I had returned to within a block

I had returned to within a block

of the state capitol building

in madison, wisconsin,

on this warm summer wednesday evening

in the middle of a week there for a work conference,

after having walked all the way up to

james madison park on the shore of lake mendota

and then over to the magnificent edgewater hotel

and back past beautiful old homes

being repaired to be rented out to college students soon,

retracing my steps down langdon and carroll back to an area

I’d already begun to get familiar with

over the course of the last several days —

and yet here I was teetering on the edge of the curb, confused,

facing the big white dome straight ahead

with its X of attached legislative buildings pointing to side streets

including one to my left with the thin beige wedge

of the wisconsin vererans museum on the corner

and another to my right featuring the big glass facade

of the wisconsin historical museum,

and it was while trying to remember whether

a veggie burger place I’d passed earlier

had been nearby here or blocks back on state street

that a short-haired, nicely-dressed, retirement-aged lady

came up behind me and said something strange.

without a salutation or preamble, she addressed me thus:

“thank you for waving us on.”

I turned and said something like “oh? what?”

she explained that half a block back, I’d paused on the sidewalk

and indicated she and her husband

could pull their car into the parking garage

I could see they were trying to enter.

I demurred that it was no problem, she thanked me again

then walked back to where her husband waited,

and I stepped off the curb and continued toward the capitol,

before I consulted my phone and realized I needed to double back

to get to the veggie burger place.

by the time I had ordered food there, though,

and set down my backpack and shaken out my sweaty shirt,

my memory had already changed what I had heard that lady say.

in between texting with my girlfriend

and mapping the walk back to my hotel

and choosing conference workshops

to attend the next day, all while eating

and assessing the mess I was making,

my mind was mulling over the profound implications

of what it turned out I hadn’t actually heard.

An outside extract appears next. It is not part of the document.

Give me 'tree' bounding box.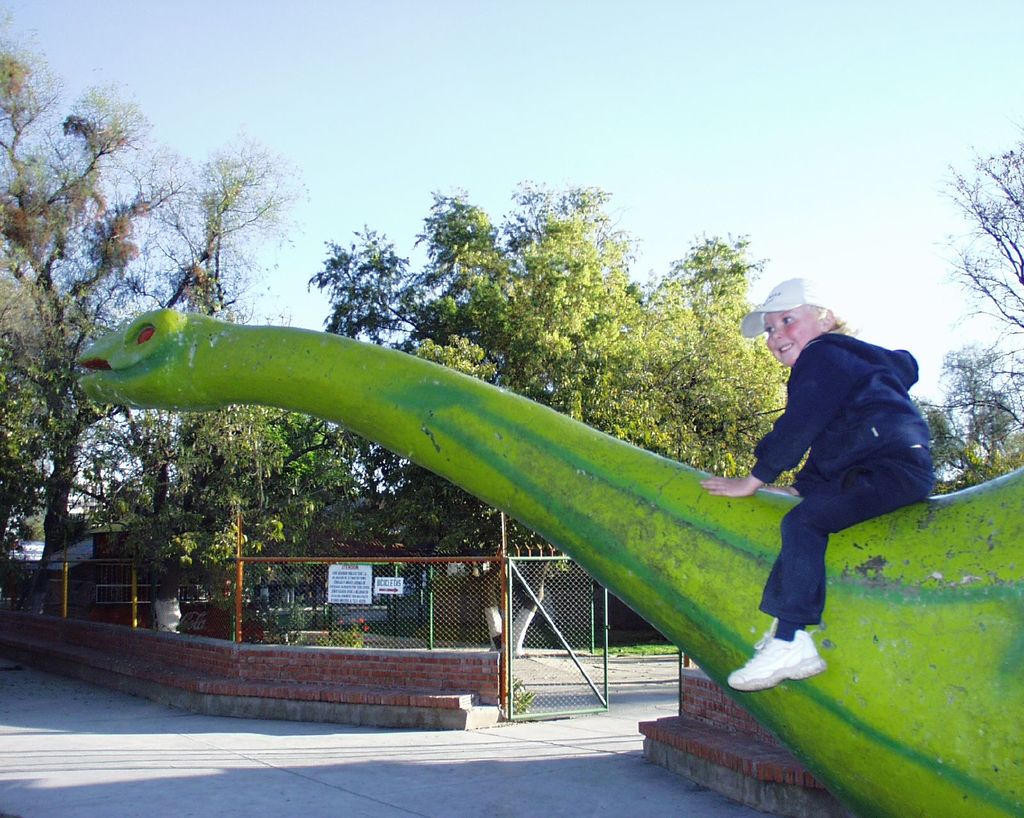
0/12/306/602.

our minds are primed to reframe and rephrase what we take in

to buttress what we’ve already been heavily dwelling on,

and in most cases this nearly quotidian phenomenon

goes unnoticed — leading though, of course,

to a ripple effect of further such ossified overlaid templates —

and it was only because the next day

I happened to be given a germane prompt for reflection

that I realized my mistake in this case,

taking my inclination to extrapolate deep thoughts here

in a whole new direction.

in the big auditorium the next morning,

as part of her presentation, a guest speaker on the topic

of diversity, equity, and inclusion in the world of philanthropy

asked us to turn to the person next to us and,

while maintaining firm eye contact,

ask and respond to several vulnerable questions.

I only remember the question that is relevant here,

which was: “what was the last kind thing you did for someone?”

with the added constraint of being able to look nowhere

but into my coworker helena’s eyes —

because unlike most others there, we wore masks inside —

I told her about my little good samaritan moment

uptown the evening before.

but I had to stop and regroup internally

before completing the story,

because I caught myself about to say that the woman had said

“thank you for letting us go,”

and suddenly I knew that wasn’t true.

but how wonderful would that be, if at an unexpected moment

a stranger were to appear and, speaking on behalf of everyone

whose curtailed roles in our lives we never got resolution on,

expressed gratitude for our finally being able to

move on from all the pain and uncertainty they’d caused?

we don’t get even half what we need from those

immediately present in our lives — and even when we do,

it often bounces off of the preset framing we tend to with care —

and yet there it comes anyway,

the support we need the most,

in the form of a misunderstood interaction

with a passerby far from home,

or through the act of processing all that by writing something

that, in a further twist, was originally supposed to begin

with the provocative, artistically-challenging first line:

“you can’t set out to solve anything with a poem.”